18/04/2023 - Three statuettes went to Elmo Nüganen’s first two films in the Melchior the Apothecary trilogy, whilst Aidi Vallik scooped the gong for Best Script with The Sleeping Beast
The head honcho of Ji.hlava talks to Cineuropa about continuing with the hybrid festival, line-up highlights, and ethics in documentary programming and filmmaking
25/10/2022 - The head honcho of Ji.hlava talks to Cineuropa about continuing with the hybrid festival, line-up highlights, and ethics in documentary programming and filmmaking
Your guide to brand new documentary films in progress from Central and Eastern Europe. Each year since 2005, festival advisors, distributors, buyers a.
March 20
“Kontora” avoids the moralizing and sentimentalizing endemic to the war film genre in Japan. Instead, it makes its points more by poetic metaphor, though it is also firmly grounded in the real, including the darker sides of its characters’ psyches. The expressionistic black-and-white cinematography by Max Golomidov enhances both aspects by placing the action in a borderland between disturbed dream and stark waking reality.

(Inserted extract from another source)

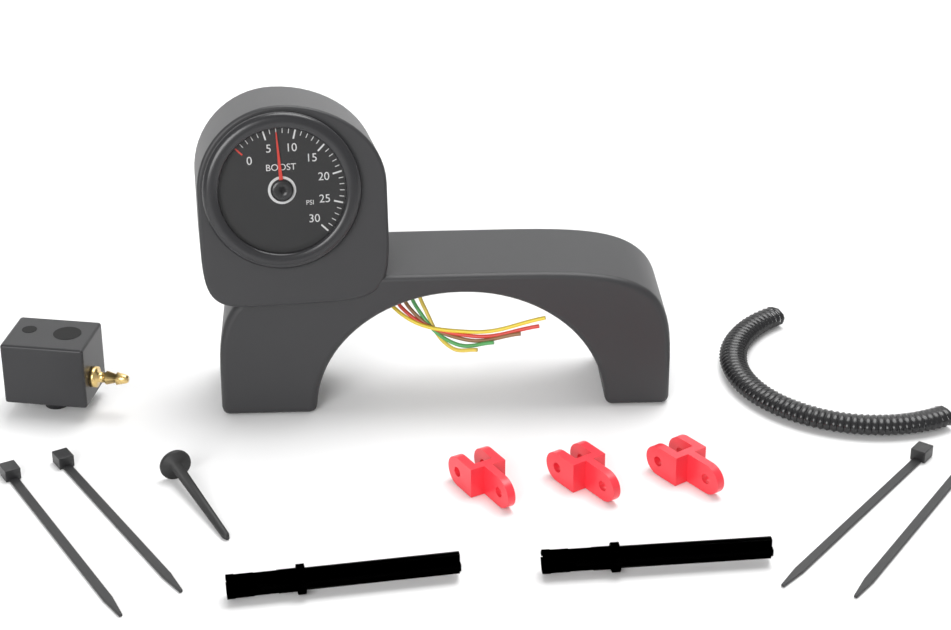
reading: 7 psi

At 144 minutes, the film risks overstaying its welcome. After seeing it for the second time, though, I felt drawn deeper into its central question: Why is that homeless man walking backward?
Played with sprightly invention and total commitment by stage actor Hidemasa Mase, he appears early on, nameless, mute and dressed in ragged clothes, taking step after step backward through and around a town in the countryside, despite the stares of the locals.